10:30 am   I’m not going to buy anything from Compass. Do you really want to chat with me?

Nadia Dennis

10:30 am   You may call us at 866.586.7387 or email successteam@compasslearning.com

Visitor

10:31 am   This chat is a fine example of ARTIFICIAL STUPIDITY. It does nothing to encourage me to contact Compass Learning again.

Read

Nadia Dennis

10:31 am   If there is nothing else, I’ll close this chat window. If you need anything else, feel free to reopen chat. Thanks for visiting.


Poor Nadia Dennis. She flunked the Turing Test. I could not distinguish her from a robot — a particularly unsophisticated robot at that.

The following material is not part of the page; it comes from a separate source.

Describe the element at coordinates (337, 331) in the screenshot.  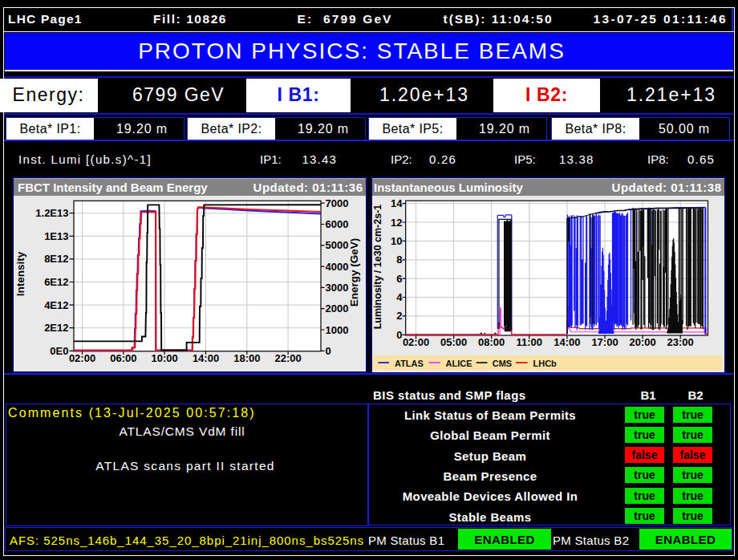
I see `svg-text: 1000` at that location.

Increasingly I am encountering Artificial not-so Intelligent voices and typists when I telephone an organization or use “live” chat on the internet. Even when I can determine that the voice is that of a living human being that person is often reduced to serving as a computer peripheral. By this I mean that the person is constrained to read responses from a preprogrammed script and has no personal skills with which to address my topic or problem.

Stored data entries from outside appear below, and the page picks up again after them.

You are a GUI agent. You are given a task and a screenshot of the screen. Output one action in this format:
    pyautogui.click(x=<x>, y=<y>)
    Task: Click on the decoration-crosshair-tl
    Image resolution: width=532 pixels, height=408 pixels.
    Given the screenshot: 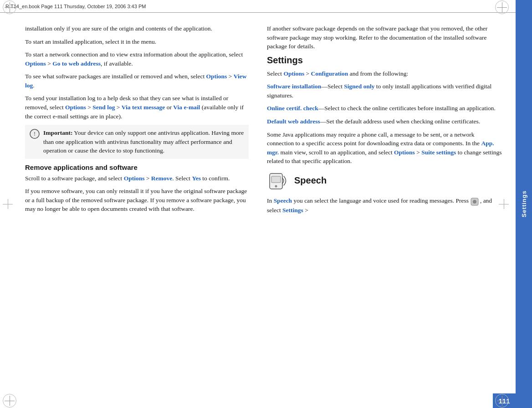 What is the action you would take?
    pyautogui.click(x=10, y=7)
    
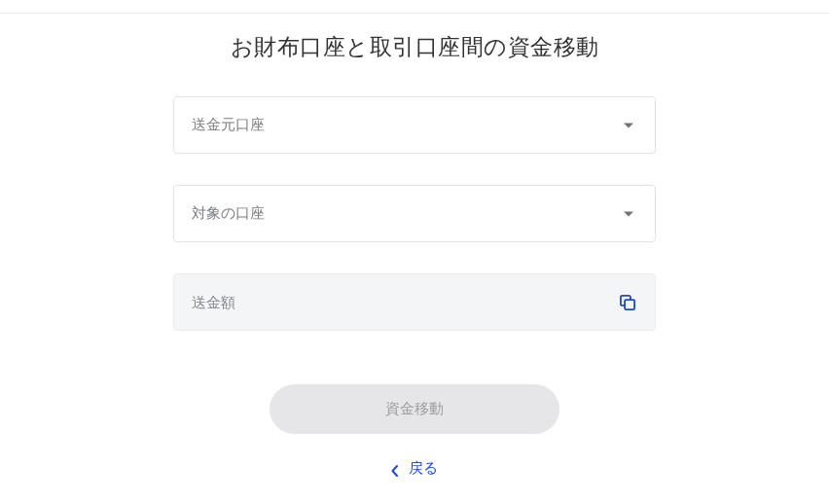  I want to click on target-account-label: 対象の口座, so click(228, 214).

I have to admit to becoming verbally abusive when I find myself in either situation. Since the AI has no feelings (no matter how often it claims to experience  “gladness” or “sorrow”) my emotional venting has no consequence. However, no live operator deserves my expressions of wrath.

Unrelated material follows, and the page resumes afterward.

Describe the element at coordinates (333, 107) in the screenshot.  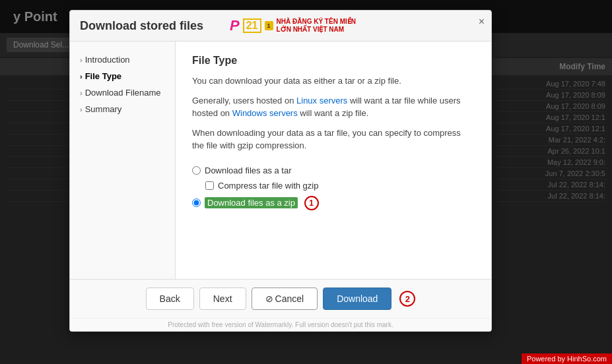
I see `content-para2: Generally, users hosted on Linux servers…` at that location.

There are two significant personal consequences and two societal outcomes that I ask my  readers to consider and comment on.

  1. Personally, I am usually angry by the time I work though the artificial stupidity and finally contact a human being who may be able to help me. I invariably look back on the whole interaction with sadness and regret. My day is diminished.
  2. As an already somewhat isolated senior citizen I leave these interactions even more lonely for meaningful human contact. I am beginning to dread asking for help via phone or  computer. I have little hope that this situation will improve as I grow more frail.
  3. i-hate-attFrom a societal perspective, it’s probably not a good idea for businesses to piss off their customers. If you do a web search using keywords ‘hate’ and ‘AT&T’ you’ll find plenty of evidence supporting the growing dissatisfaction with the customer service provided by this large corporation. Such frustration is not unique to AT&T. It begins when consumers try to contact the company and must thread their way through a maze of automated options and recorded voices professing delight, sorrow and desire to please. It often ends with a meaningless survey.
  4. Perhaps the most dire consequence of our increasing reliance on simulated human-to-human interaction is what it does to employees. First it deskills a large number of them – – the human-as-peripheral effect I mentioned earlier. Second, it decimates the job opportunities for semi-skilled workers. Companies claim that they must automate to remain competitive and/or profitable. A follow-up effect of shrinking employment is the separation of the worker from money – the means of obtaining the goods and services their former employers must sell to remain in business. Third, it spawns a generation of young people who feel helpless. They are taught in school that academic success is the path to economic prosperity. But only the best and brightest are able to compete with well-designed AIs and robots.

Don’t get me wrong. I’m not a luddite battling against all forms of automation techniques. I am strongly opposed to two things: Bad Design and attempts to pass off or disguise machines as human. Poor design exposes us to one form of ‘artificial stupidity’ that wastes our time and fails to solve our problems or provide us with usable information. Clouding the distinction between the human and the machine demeans both types of entity.

So where is the light at the end of this dark tunnel? A clean, carefully-designed, clearly demarked human-machine symbiosis. Humans need to be being creative, non-routine, emotive, person-to-person. Machines should continue to be employed to augment human productivity and enhance human life and planetary sustainability. To reach these goals we humans must evolve new socioeconomic institutions that permit the wealth we are generating with our machines to be distributed broadly throughout the people of the planet. Education is one important key to such evolution. So now, having ranted at length, I’ll return to my search for tools to enhance human learning and teaching.